Multiple recipients don't display correctly in Android
Not sure if this is a problem with Android or the lib, but figured I'd bring this up.
If I create an SMS to two recipients in Android, my screen looks like this:

However if I create an SMS to two recipients via the lib, I get this:

Notice how only the last recipient is shown. This is what the "People & Options" menu looks like:

It appears that both numbers are being added (hence the block text) but that only the last is taken into account (hence the "people in this conversation" list). I'm not testing this on an actual device yet so I don't know if it's just a display issue or if the SMS will actually only be sent to the second recipient, but at the very least this could be confusing for the user from a UX standpoint.

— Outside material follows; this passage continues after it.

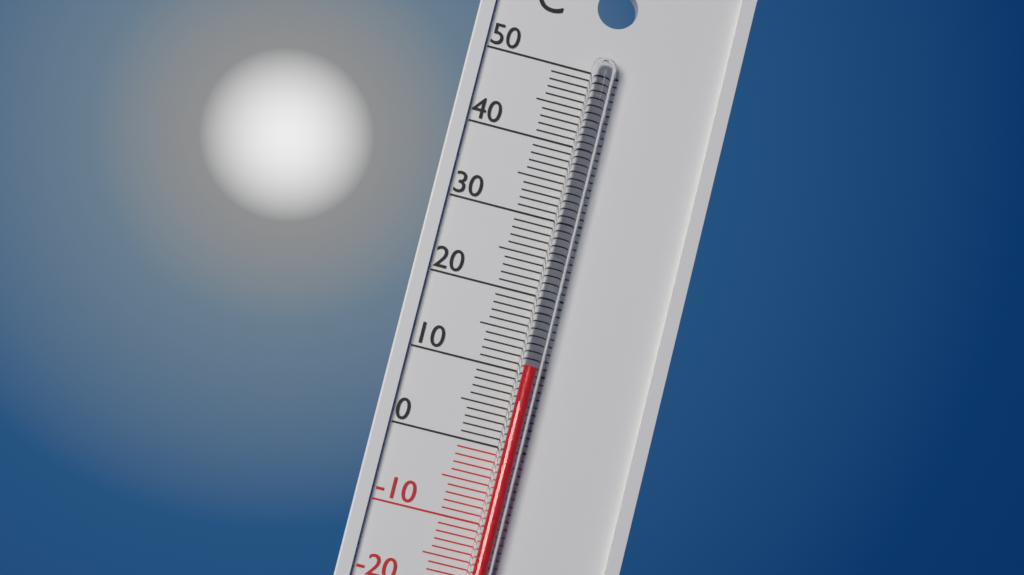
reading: 11 °C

Looking a bit more deeply into this it might be due to the device I'm on (Pixel 1 emulator). Not sure if it just requires a comma separator or if it's simply not possible on this device. Can investigate further if you want help...
Hi @levibotelho, were you able to find a potential solution or reason for this behavior?

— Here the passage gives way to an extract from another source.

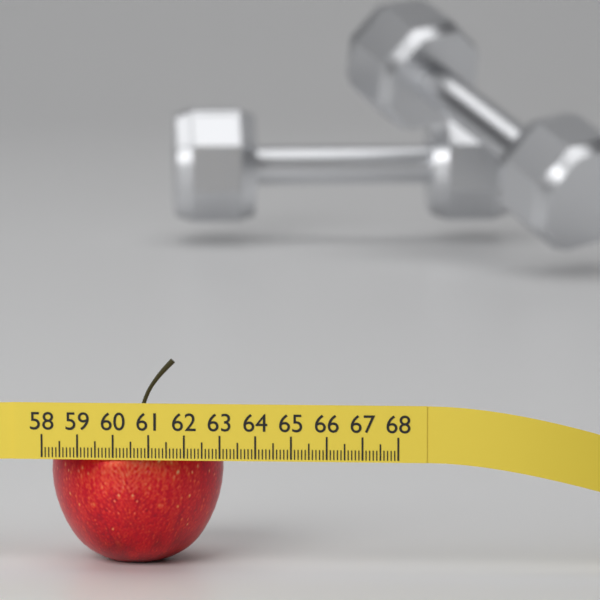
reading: 62.9 (no unit)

No. Poked around a bit and might just have to live with it... might be a device-dependent thing...
Have the same problem with devices on android 8.
Check it - https://github.com/Gazfay/react-native-sms/blob/master/android/src/main/java/com/tkporter/sendsms/SendSMSModule.java
@Gazfay Just saw that you hooray'd my post - I'm actually reporting that there's still a bug: when you send a message to multiple recipients, the "success" status doesn't go through and you just get "cancelled" when you return to the app. (I'll delete previous replies for clarity.)

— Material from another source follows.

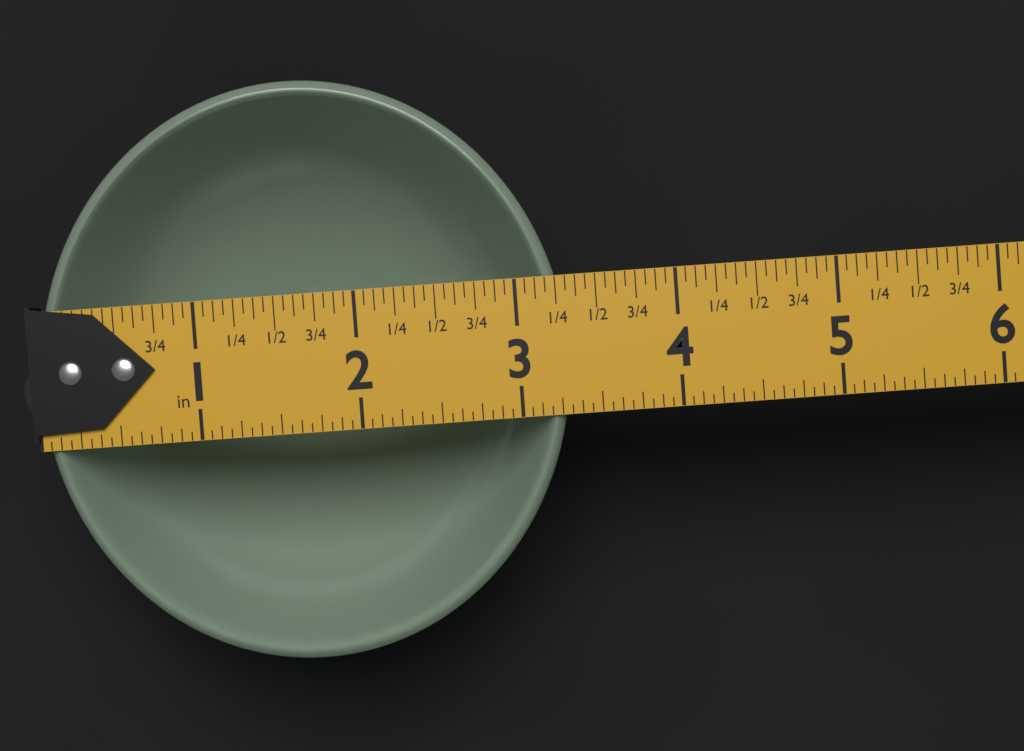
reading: 3.3125 in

Tried this on Nexus 6 and Pixel 2 XL emulator and it can't take multiple recipients.
String separator = ";";
if(android.os.Build.MANUFACTURER.equalsIgnoreCase("Samsung")){
separator = ",";
}
is the issue. To work the deliminator needs to be a "," instead of a semi-colon.
Code works fine on Nokia 7 device.
@ashleypeacock nice find! Would you be able to open up a PR with that change?